We head to the only water mill left in Winnipeg – a working reproduction of a mill that was originally built on Sturgeon Creek in 1829, 1830 and 1831. (Roaring spring waters in Sturgeon Creek tore it from its banks each year).
The early mill was built by Metis leader Cuthbert Grant, who was famously involved in the Battle of Seven Oaks. After the third mill destruction, Grant abandoned the mill to build a windmill at Grantown.
Grant’s Old Mill Museum
Jim and I arrive at the impressive mill site where friendly guides Jessica, Courtney and Sarah greet us. The old mill now includes museum space filled with artifacts.
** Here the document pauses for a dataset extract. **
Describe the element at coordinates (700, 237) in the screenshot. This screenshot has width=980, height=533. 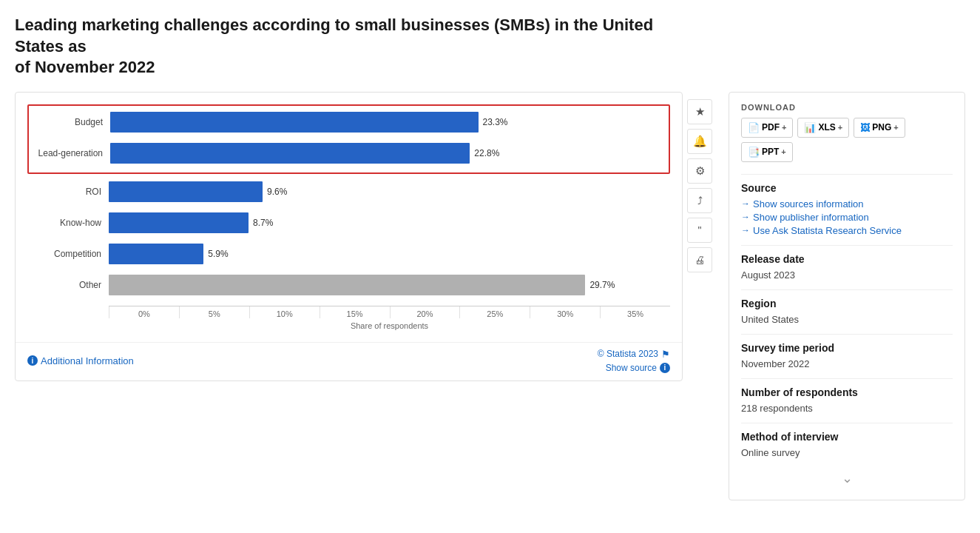
I see `side-toolbar: ★ 🔔 ⚙ ⤴ " 🖨` at that location.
Hanging high upon the wall in the post and beam structure that uses no nails is a facial portrait (and perhaps the only known photo) of Cuthbert Grant. In 2011, Gill Seller painted a full portrait of Grant using this photo to inspire his vision of Grant’s assemblage.
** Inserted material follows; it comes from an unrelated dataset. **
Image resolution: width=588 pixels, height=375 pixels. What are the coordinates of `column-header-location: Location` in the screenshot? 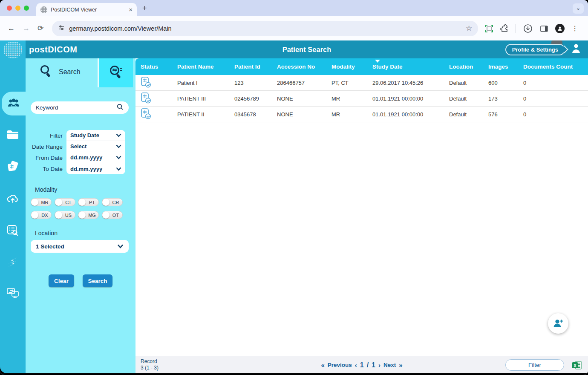 It's located at (464, 66).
Jessica starts the mill and it rings out a loud, heavy hum. It produces flour immediately after she pulls a lever that releases grain that flows with a wooshing sound into the area between its large millstones.
The mill mechanism itself was donated by Ogilvie Flour Mills. It is more than 100 years old and is electrically powered, explains Jessica. The equipment was still in use before it was donated.
The stones within it are of granite; the top “runner” stone is 2000 pounds and stationary bottom “bedstone” weighs about 1000 pounds.
We descend the staircase to another level where a large wooden wheel turns as the mill hums loudly. A wooden scaffold around the huge wheel allows an interesting and dramatic view of its workings. Along an entire wall is written out Cuthbert Grant’s lineage, dating back to the 1600’s.
I had earlier noticed a posting near the Museum’s entrance. It describes the forward movement of all peoples in a spirit of reconciliation and collaboration, and the place of history in this path. It lingers with me because of its relative novelty; only a few years ago, such a notice would never have existed.
Lunch at A&W
Leaving the mill, Jim and I stop for lunch at the A&W on Portage Avenue on the south bank of Sturgeon Creek. Teen and Papa burgers on tray, Jim and I sit down in the busy restaurant.
Glancing to the table next to us, to my sheer surprise there sits Senator Murray Sinclair along with a young person. A woman soon joins them.
After looking at Sinclair too long – as one does with someone who is so familiar through the media – I spontaneously (and with some feelings of foolishnes for staring) – smile at the Senator. I had always admired his work, especially the connection he created to people through the media. He consistently reminds us – or in fact provides first awareness – of Aboriginal issues that so badly need profile.
In retrospect, I think I was dumbstruck at the happenstance of seeing him along our journey of history. (If ever Senator Sinclair might visit the CNC site, he may recognize the hot and tired duo in the photos from that day).
Sure, another reporter would have immediately asked him about his view of the notice at the museum, and what this might indicate for Canada. But somehow I just sit there in contemplation of these things, and eat my lunch with our two tables set beside each other.
I conclude it is the beginning of a new day for the present into which our past moves.
This is the first in a three-part series on Winnipeg’s early history. Check out Solving the missing millstones mystery and Home life challenging for early settlers by Shirley Kowalchuk on Community News Commons.
I think the “cliffhanger”, Doug, to the following article turns out to be you and Billie, (except it is a tree, not a cliff) -See bottom photo next installment:” Solving the Missing Millstone Mystery”.
Billie the parrot appeared very comfortable seemingly welded to your shoulder as you perched in the tree.
I’m sure his direction came in handy! (He is, after all, used to such things).
Great shot as a result. Thanks to you and Billie.
(Notice the “dressing” or lines on the top of the “table” that were captured in your photo. These grooves cut and ground the grain and funnelled out the flour).
– Shirley
Great historical story Shirley. Can’t wait to read the second instalment. Talk about a cliffhanger!